Tom Hastings, Hastings Area Chamber president, reiterated the chamber’s long-standing opposition to the act. Hastings said the act — which is opposed by both the U.S. and state chambers — would ultimately increase operation costs for businesses during a time when such increases could be detrimental to their survival.
“Basically, it puts more regulations and stipulations on things that they have to follow,” Hastings said. “I think one of the main things we’re concerned about with this law is the fact that, right now, if a group of employees wants to vote to become unionized, it’s done by secret ballot. With the new legislation, that would not necessarily be the case.
“Under the new law, if you are signing a paper indicating you would like to belong to a union, you are signing in front of numerous people, where you could have pressure put on you one way or the other.
America has been built on secret ballot elections.” Another concern Hastings said the chamber shared was the 120-day time limit placed on negotiations between the business owner and union to reach a certification agreement. In the event an agreement is not reached, a government arbitrator would be brought in to set the terms of the first two year contract.
“If a company votes to become a union and management and the union cannot get a labor negotiation agreement figured out, then the government will step in and monitor and pretty much help make that decision,” Hastings said.
“What a lot of businesses are saying is that that’s way too quick to negotiate contracts.” Ultimately, Hastings and other opponents believe the legislation would hurt businesses by saddling them with additional regulations that could prove detrimental to their bottom line operating costs. “We’re pro-business,” he said. “We’re here to do whatever we can to help the business community.

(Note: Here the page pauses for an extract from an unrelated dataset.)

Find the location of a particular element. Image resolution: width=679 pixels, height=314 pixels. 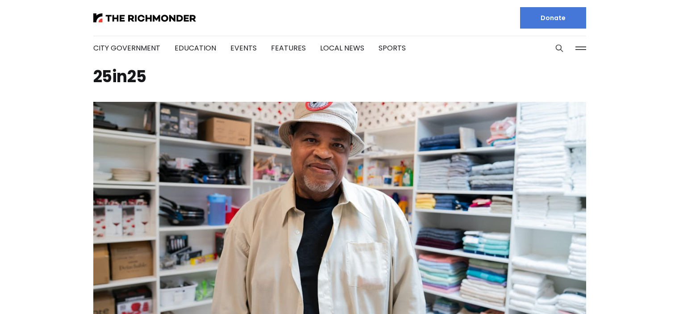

And we just don’t feel this is something that would be a benefit to our business community. “We feel it would really end up costing them a lot more money. And in economic times like this, we just can’t afford to have our businesses spending any more money than they are spending right now.” Jack Schreiner, president of Bruckman Rubber, said the pro posed law would have a disastrous effect on the U.S. manufacturing sector.
“I think it would be the beginning of the end for the rest of manufacturing, what’s left in the USA,” he said. “If we pass that law you are going to see them going overseas in droves. And manufacturing and agriculture that create products are the real wealth builders in this country. It’s going to affect every person in this country.”
Both the idea of eliminating the mandatory secret ballot for employee voting and increasing the cost to do business with additional regulations go against the fundamental principles of economic prosperity and fair play, he said.
“The idea of taking away a secret ballot — something that’s so sacred to America — makes no sense to me,” he said. “If you completely want to cripple this country’s economic engine, vote for it.
“I think there are a lot of people out there that still think you can get something for nothing, that all you have to do is pass this law and all of a sudden you’ll unionize and get more money and benefits.
They forget about those people who have to pay for all of this.”